--- layout: default navsection: installguide title: Test Slurm dispatch ... {% comment %} Copyright (C) The Arvados Authors. All rights reserved. SPDX-License-Identifier: CC-BY-SA-3.0 {% endcomment %} {% include 'notebox_begin_warning' %} @crunch-dispatch-slurm@ is only relevant for on premises clusters that will spool jobs to Slurm. Skip this section if you use LSF or if you are installing a cloud cluster. {% include 'notebox_end' %} h2. Test compute node setup You should now be able to submit Slurm jobs that run in Docker containers. On the node where you're running the dispatcher, you can test this by running:
~$ sudo -u crunch srun -N1 docker run busybox echo OK
If it works, this command should print @OK@ (it may also show some status messages from Slurm and/or Docker). If it does not print @OK@, double-check your compute node setup, and that the @crunch@ user can submit Slurm jobs. h2. Test the dispatcher Make sure all of your compute nodes are set up with "Docker":../crunch2/install-compute-node-docker.html or "Singularity":../crunch2/install-compute-node-singularity.html. On the dispatch node, start monitoring the crunch-dispatch-slurm logs:
# journalctl -o cat -fu crunch-dispatch-slurm.service
In another terminal window, use the diagnostics tool to run a simple container.
# arvados-client sudo diagnostics
INFO       5: running health check (same as `arvados-server check`)
INFO      10: getting discovery document from https://zzzzz.arvadosapi.com/discovery/v1/apis/arvados/v1/rest
...
INFO     160: running a container
INFO      ... container request submitted, waiting up to 10m for container to run
Once @crunch-dispatch-slurm@ polls the API server for new containers to run, you should see it dispatch the new container. It will log messages like:
2016/08/05 13:52:54 Monitoring container zzzzz-dz642-hdp2vpu9nq14tx0 started
2016/08/05 13:53:04 About to submit queued container zzzzz-dz642-hdp2vpu9nq14tx0
2016/08/05 13:53:04 sbatch succeeded: Submitted batch job 8102
Before the container finishes, Slurm's @squeue@ command will show the new job in the list of queued and running jobs. For example, you might see:
~$ squeue --long
Fri Aug  5 13:57:50 2016
  JOBID PARTITION     NAME     USER    STATE       TIME TIMELIMIT  NODES NODELIST(REASON)
   8103   compute zzzzz-dz   crunch  RUNNING       1:56 UNLIMITED      1 compute0
The job's name corresponds to the container's UUID. You can get more information about it by running, e.g., scontrol show job Name=UUID. When the container finishes, the dispatcher will log that, with the final result:
2016/08/05 13:53:14 Container zzzzz-dz642-hdp2vpu9nq14tx0 now in state "Complete" with locked_by_uuid ""
2016/08/05 13:53:14 Monitoring container zzzzz-dz642-hdp2vpu9nq14tx0 finished
After the container finishes, you can get the container record by UUID *from a shell server* to see its results:
shell:~$ arv get zzzzz-dz642-hdp2vpu9nq14tx0
{
 ...
 "exit_code":0,
 "log":"a01df2f7e5bc1c2ad59c60a837e90dc6+166",
 "output":"d41d8cd98f00b204e9800998ecf8427e+0",
 "state":"Complete",
 ...
}
You can use standard Keep tools to view the container's output and logs from their corresponding fields. For example, to see the logs from the collection referenced in the @log@ field:
~$ arv keep ls a01df2f7e5bc1c2ad59c60a837e90dc6+166
./crunch-run.txt
./stderr.txt
./stdout.txt
~$ arv-get a01df2f7e5bc1c2ad59c60a837e90dc6+166/stdout.txt
2016-08-05T13:53:06.201011Z Hello, Crunch!
If the container does not dispatch successfully, refer to the @crunch-dispatch-slurm@ logs for information about why it failed.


▶ [Work instruction]
Every line of the data below should be repeated exactly, and no picture should be copied.

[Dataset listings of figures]
┏━━
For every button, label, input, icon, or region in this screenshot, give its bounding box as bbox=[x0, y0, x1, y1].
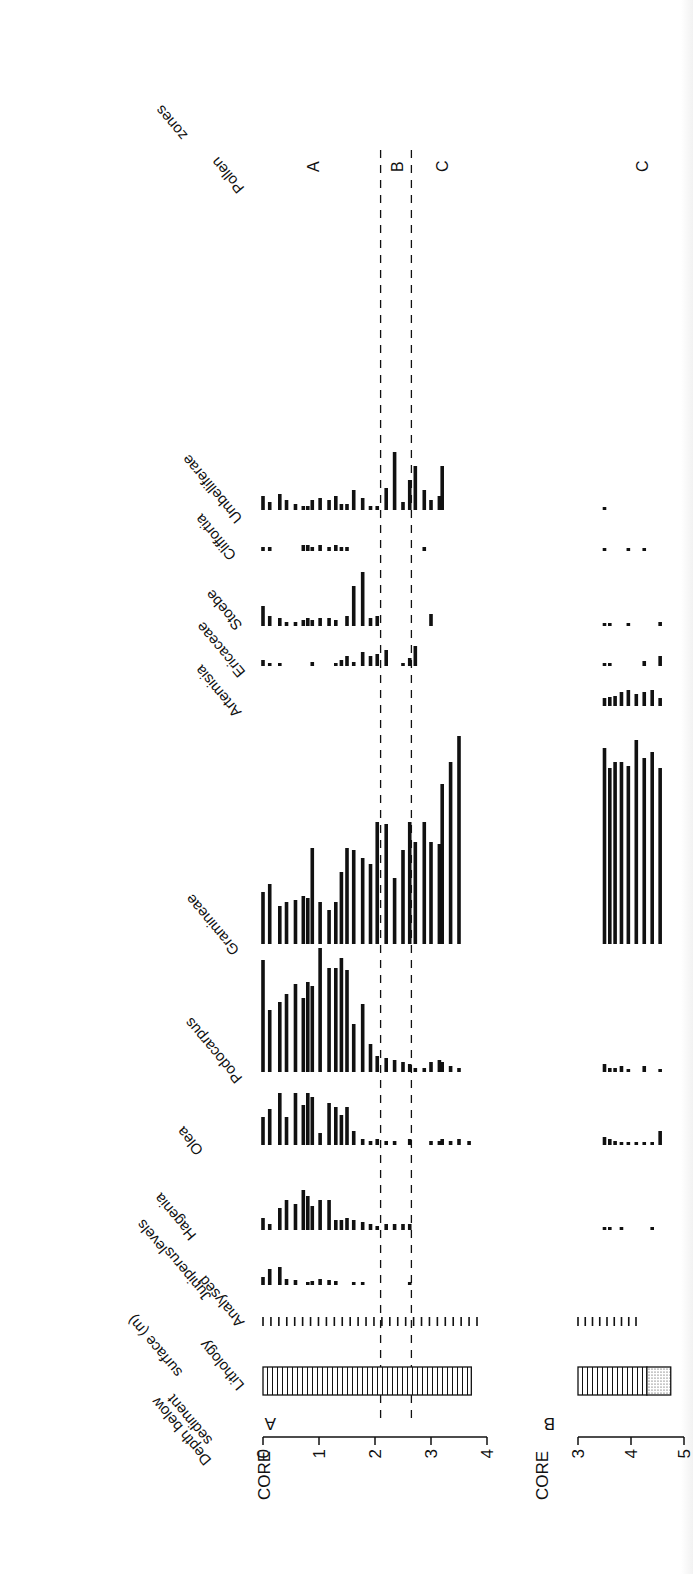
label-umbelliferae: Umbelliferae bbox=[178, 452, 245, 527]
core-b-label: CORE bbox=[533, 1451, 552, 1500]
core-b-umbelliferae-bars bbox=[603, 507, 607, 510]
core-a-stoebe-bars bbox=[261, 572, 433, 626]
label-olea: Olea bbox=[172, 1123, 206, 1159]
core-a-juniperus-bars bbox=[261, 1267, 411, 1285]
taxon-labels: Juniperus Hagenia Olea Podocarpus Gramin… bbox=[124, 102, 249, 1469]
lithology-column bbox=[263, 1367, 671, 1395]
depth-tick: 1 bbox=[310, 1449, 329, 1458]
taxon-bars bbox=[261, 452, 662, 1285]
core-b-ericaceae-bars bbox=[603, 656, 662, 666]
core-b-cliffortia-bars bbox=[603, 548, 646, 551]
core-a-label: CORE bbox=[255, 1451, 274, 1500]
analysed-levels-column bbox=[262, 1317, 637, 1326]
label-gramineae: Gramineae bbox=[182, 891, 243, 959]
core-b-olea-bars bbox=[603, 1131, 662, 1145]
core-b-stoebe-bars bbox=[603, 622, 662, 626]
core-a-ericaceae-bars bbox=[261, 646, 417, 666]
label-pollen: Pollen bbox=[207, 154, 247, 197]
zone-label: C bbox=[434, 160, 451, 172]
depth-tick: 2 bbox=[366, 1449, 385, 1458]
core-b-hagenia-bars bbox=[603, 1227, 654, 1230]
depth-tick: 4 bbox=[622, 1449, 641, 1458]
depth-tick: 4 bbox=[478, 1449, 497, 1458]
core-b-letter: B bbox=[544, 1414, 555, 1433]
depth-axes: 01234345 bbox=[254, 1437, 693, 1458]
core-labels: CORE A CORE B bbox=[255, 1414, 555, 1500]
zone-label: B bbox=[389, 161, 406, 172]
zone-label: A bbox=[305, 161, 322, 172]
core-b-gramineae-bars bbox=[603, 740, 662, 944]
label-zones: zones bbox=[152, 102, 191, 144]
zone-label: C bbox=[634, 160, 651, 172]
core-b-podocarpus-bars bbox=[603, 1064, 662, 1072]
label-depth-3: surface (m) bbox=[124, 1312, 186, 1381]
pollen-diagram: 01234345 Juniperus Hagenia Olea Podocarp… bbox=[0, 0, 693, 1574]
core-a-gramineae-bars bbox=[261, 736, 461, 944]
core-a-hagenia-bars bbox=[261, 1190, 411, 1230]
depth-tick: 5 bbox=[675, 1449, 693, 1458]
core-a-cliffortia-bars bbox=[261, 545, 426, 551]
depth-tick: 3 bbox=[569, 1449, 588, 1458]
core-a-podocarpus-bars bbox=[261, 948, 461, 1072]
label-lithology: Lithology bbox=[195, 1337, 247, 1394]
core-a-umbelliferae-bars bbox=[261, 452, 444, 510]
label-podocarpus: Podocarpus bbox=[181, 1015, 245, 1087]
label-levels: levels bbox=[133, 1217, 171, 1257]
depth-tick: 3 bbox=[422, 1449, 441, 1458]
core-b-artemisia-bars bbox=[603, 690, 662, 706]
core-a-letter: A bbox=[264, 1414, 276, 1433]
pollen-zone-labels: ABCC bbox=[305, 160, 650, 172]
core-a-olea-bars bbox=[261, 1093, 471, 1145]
┗━━
▶ [Result for this exercise]
For every button, label, input, icon, or region in this screenshot, give its bounding box as bbox=[x0, y0, x1, y1].
label-umbelliferae: Umbelliferae bbox=[178, 452, 245, 527]
core-b-label: CORE bbox=[533, 1451, 552, 1500]
core-b-umbelliferae-bars bbox=[603, 507, 607, 510]
core-a-stoebe-bars bbox=[261, 572, 433, 626]
label-olea: Olea bbox=[172, 1123, 206, 1159]
core-a-juniperus-bars bbox=[261, 1267, 411, 1285]
taxon-labels: Juniperus Hagenia Olea Podocarpus Gramin… bbox=[124, 102, 249, 1469]
lithology-column bbox=[263, 1367, 671, 1395]
depth-tick: 1 bbox=[310, 1449, 329, 1458]
taxon-bars bbox=[261, 452, 662, 1285]
core-b-ericaceae-bars bbox=[603, 656, 662, 666]
core-b-cliffortia-bars bbox=[603, 548, 646, 551]
core-a-label: CORE bbox=[255, 1451, 274, 1500]
analysed-levels-column bbox=[262, 1317, 637, 1326]
label-gramineae: Gramineae bbox=[182, 891, 243, 959]
core-b-olea-bars bbox=[603, 1131, 662, 1145]
core-b-stoebe-bars bbox=[603, 622, 662, 626]
core-a-ericaceae-bars bbox=[261, 646, 417, 666]
label-pollen: Pollen bbox=[207, 154, 247, 197]
zone-label: C bbox=[434, 160, 451, 172]
depth-tick: 2 bbox=[366, 1449, 385, 1458]
core-b-hagenia-bars bbox=[603, 1227, 654, 1230]
depth-tick: 4 bbox=[622, 1449, 641, 1458]
depth-tick: 4 bbox=[478, 1449, 497, 1458]
core-b-letter: B bbox=[544, 1414, 555, 1433]
depth-axes: 01234345 bbox=[254, 1437, 693, 1458]
core-labels: CORE A CORE B bbox=[255, 1414, 555, 1500]
zone-label: B bbox=[389, 161, 406, 172]
zone-label: A bbox=[305, 161, 322, 172]
core-b-gramineae-bars bbox=[603, 740, 662, 944]
label-zones: zones bbox=[152, 102, 191, 144]
zone-label: C bbox=[634, 160, 651, 172]
core-b-podocarpus-bars bbox=[603, 1064, 662, 1072]
label-depth-3: surface (m) bbox=[124, 1312, 186, 1381]
pollen-diagram: 01234345 Juniperus Hagenia Olea Podocarp… bbox=[0, 0, 693, 1574]
core-a-gramineae-bars bbox=[261, 736, 461, 944]
core-a-hagenia-bars bbox=[261, 1190, 411, 1230]
depth-tick: 5 bbox=[675, 1449, 693, 1458]
core-a-cliffortia-bars bbox=[261, 545, 426, 551]
depth-tick: 3 bbox=[569, 1449, 588, 1458]
core-a-podocarpus-bars bbox=[261, 948, 461, 1072]
label-lithology: Lithology bbox=[195, 1337, 247, 1394]
core-a-umbelliferae-bars bbox=[261, 452, 444, 510]
label-podocarpus: Podocarpus bbox=[181, 1015, 245, 1087]
label-levels: levels bbox=[133, 1217, 171, 1257]
depth-tick: 3 bbox=[422, 1449, 441, 1458]
core-b-artemisia-bars bbox=[603, 690, 662, 706]
core-a-letter: A bbox=[264, 1414, 276, 1433]
pollen-zone-labels: ABCC bbox=[305, 160, 650, 172]
core-a-olea-bars bbox=[261, 1093, 471, 1145]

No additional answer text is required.